India stocks rose at the end of a volatile trading day as investors mulled the outlook for economic growth against corporate risks as the coronavirus continues to spread.
In a highly volatile trading session, the BSE benchmark Sensex ended 187 points higher while the Nifty settled near 10,800.
Including yesterday’s close, the indexes have gained around 5% over the last five sessions, and more than 40% from four-year lows hit in March when virus fears had pummelled markets.
Bajaj Finance, the top gainer in the Nifty, jumped 7.8% after it said assets under a moratorium offered by the central bank had fallen at June-end. Private-sector lender IndusInd Bank Ltd climbed 6.1%, while larger rival ICICI Bank Ltd advanced 3.9%, pushing the Nifty Bank Index 1.9% higher.
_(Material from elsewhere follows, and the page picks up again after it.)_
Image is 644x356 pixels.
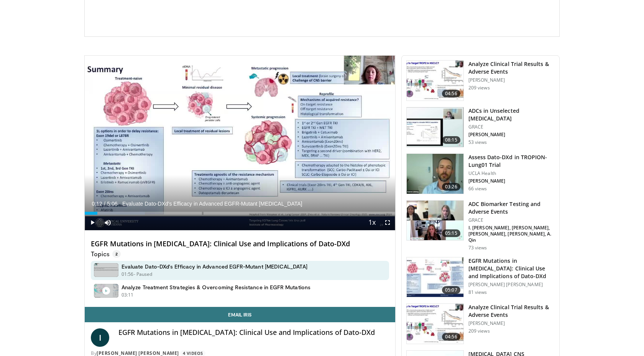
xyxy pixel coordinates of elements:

Signs of economic growth are emerging in India as business gradually reopens from a prolonged lockdown. Still, India’s coronavirus epidemic has become the third biggest in the world as infections surged after containment was eased.
“By all parameters this rally looks overstretched,” said Rajat Bose, an independent market analyst based in Kolkata, “Breaching the 200-day moving average would be a signal to take some money off the table.”
The yield on the benchmark 10-year government bond fell to 5.79%. The rupee weakened 0.3% to 74.9350 per US dollar.
Twelve of 19 sector sub-indexes compiled by BSE Ltd fell, led by a gauge of oil and gas companies. Reliance Industries Ltd was the biggest drag on the index with a 1.5% decline; Infosys Ltd gave the biggest boost to the index with a 4% gain, Bajaj Finance Ltd was the biggest winner, netting a 7.8% jump.
Meanwhile the rupee yesterday fell sharply to settle 25 paise lower at 74.94 against the US dollar amid strengthening American currency and volatile trade in the domestic equity market. After opening at 74.74 at the interbank forex market, the rupee lost further ground to hit 74.97 at day’s low. It had closed at 74.69 against the US dollar in the previous session.
Forex traders said foreign fund inflows and easing crude oil prices supported the rupee, while, factors like strong dollar and rising Covid-19 cases down the local unit.
The dollar index, which gauges the greenback’s strength against a basket of six currencies, rose 0.20% to 96.86.
“Rupee extended losses today on dollar buying by foreign banks likely for foreign fund outflow. Global market specially EURO opening lower helped the USD-INR pair scale ahead towards near 75.00,” said Jateen Trivedi, Senior Research Analyst (Commodity & Currency) at LKP Securities.
Foreign institutional investors were net buyers in the capital market as they purchased shares worth ?348.35 crore on Monday, according to provisional exchange data.
“Broadly, rupee has changed its trajectory and thereby the range for the pair shall now be within 73.00-75.50 levels for the next few months, said Amit Pabari, MD of CR Forex Advisors.
Brent crude futures, the global oil benchmark, fell 0.58% to $42.85 per barrel.